Only the words of the entries are wanted, repeated exactly and without images.

___ RECORDS TO USE

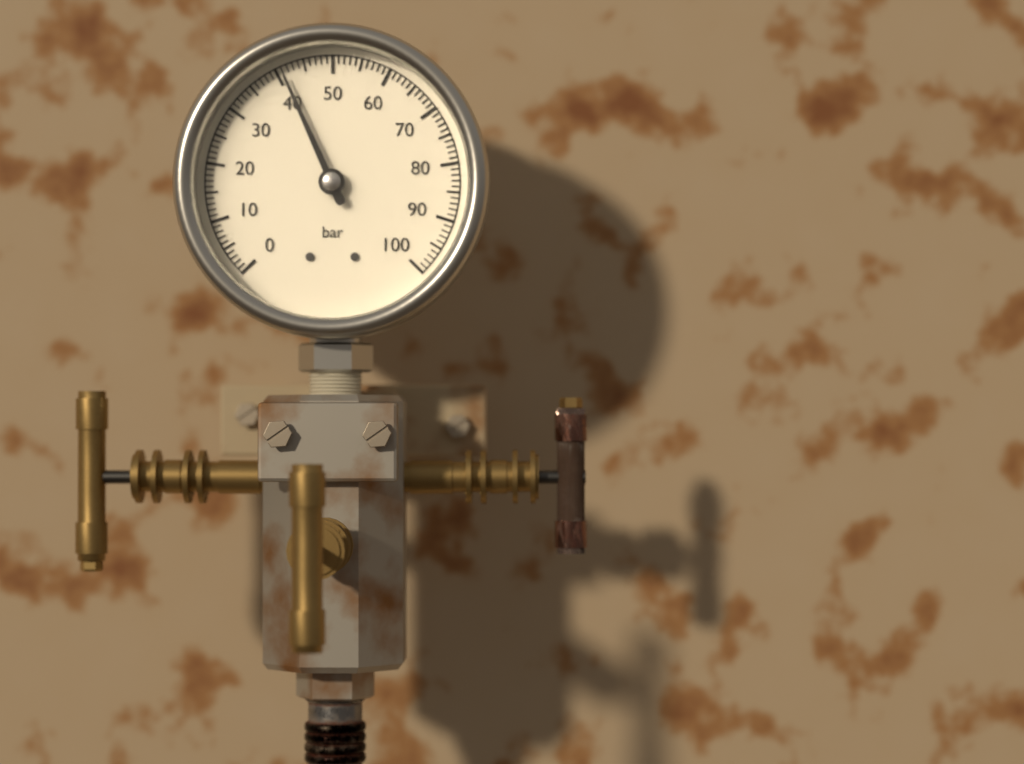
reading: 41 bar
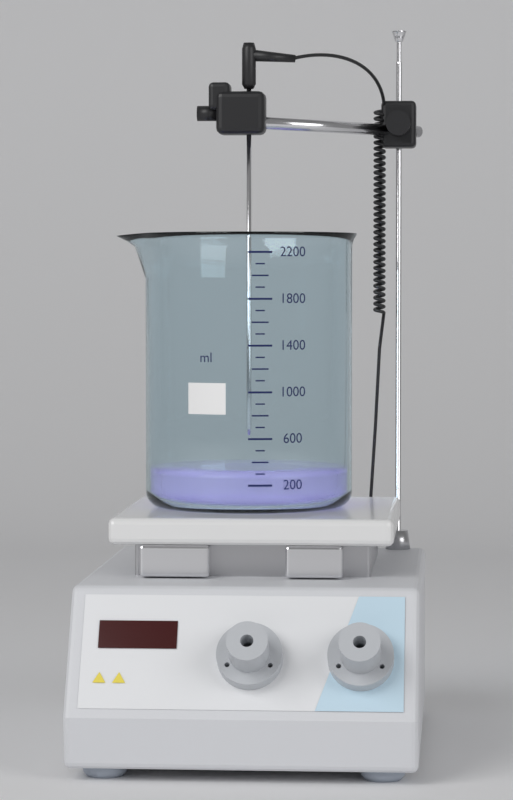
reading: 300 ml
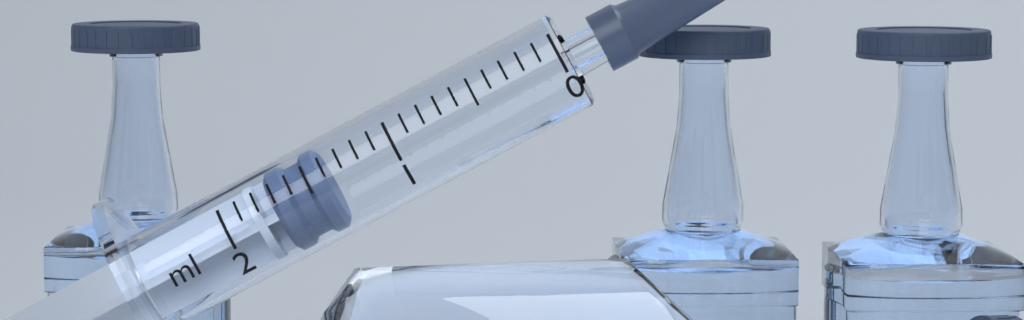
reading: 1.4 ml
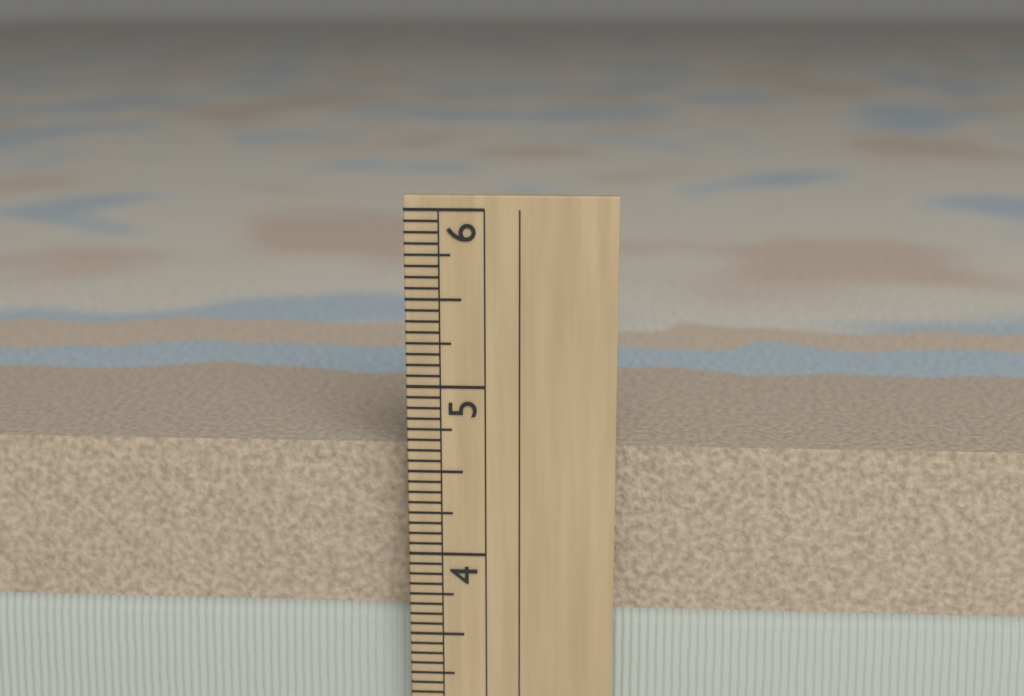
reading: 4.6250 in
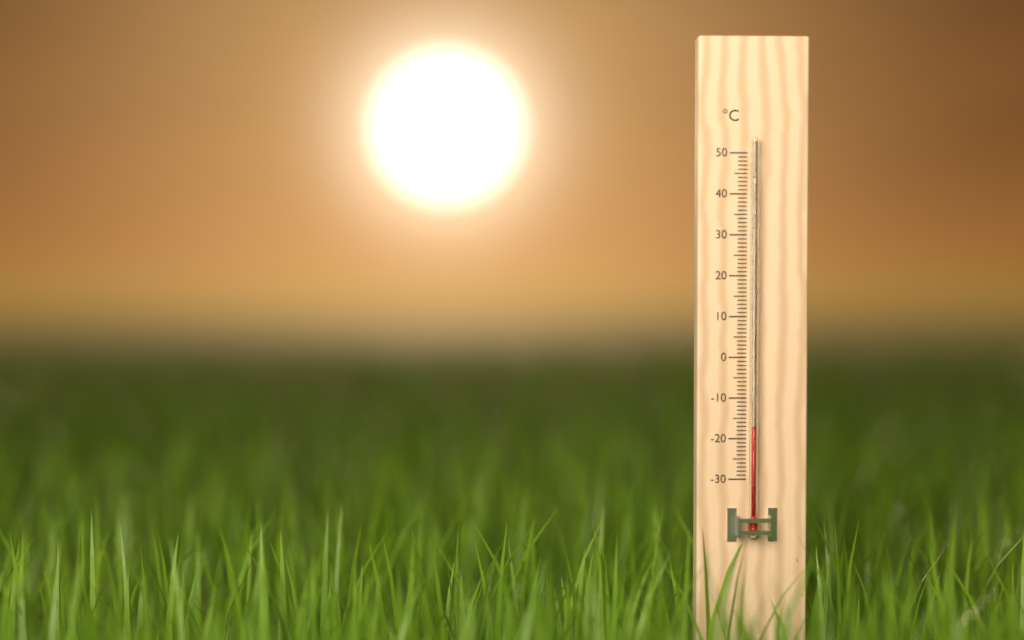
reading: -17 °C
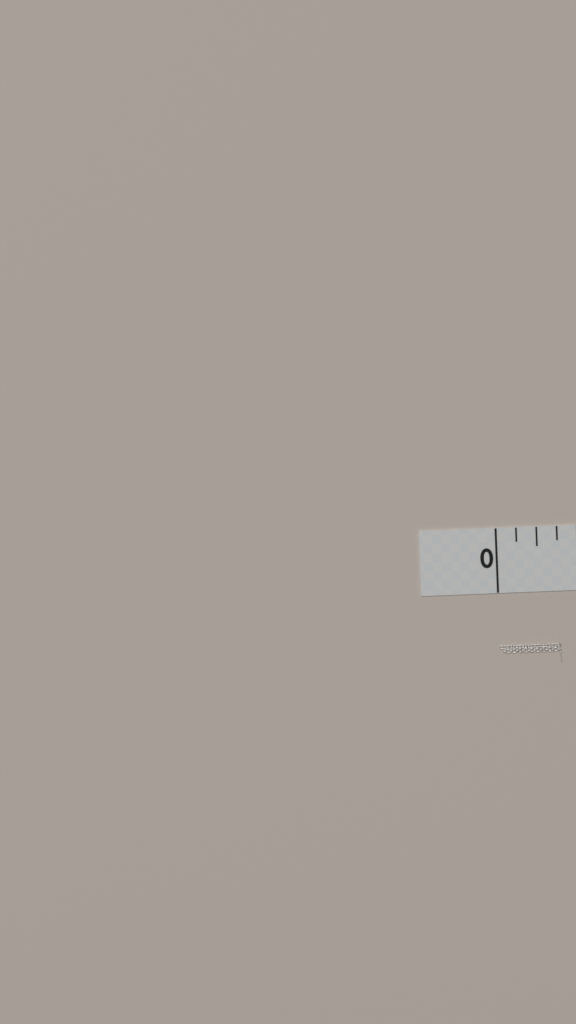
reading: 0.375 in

______

● **THE ANSWER**:
reading: 41 bar
reading: 300 ml
reading: 1.4 ml
reading: 4.6250 in
reading: -17 °C
reading: 0.375 in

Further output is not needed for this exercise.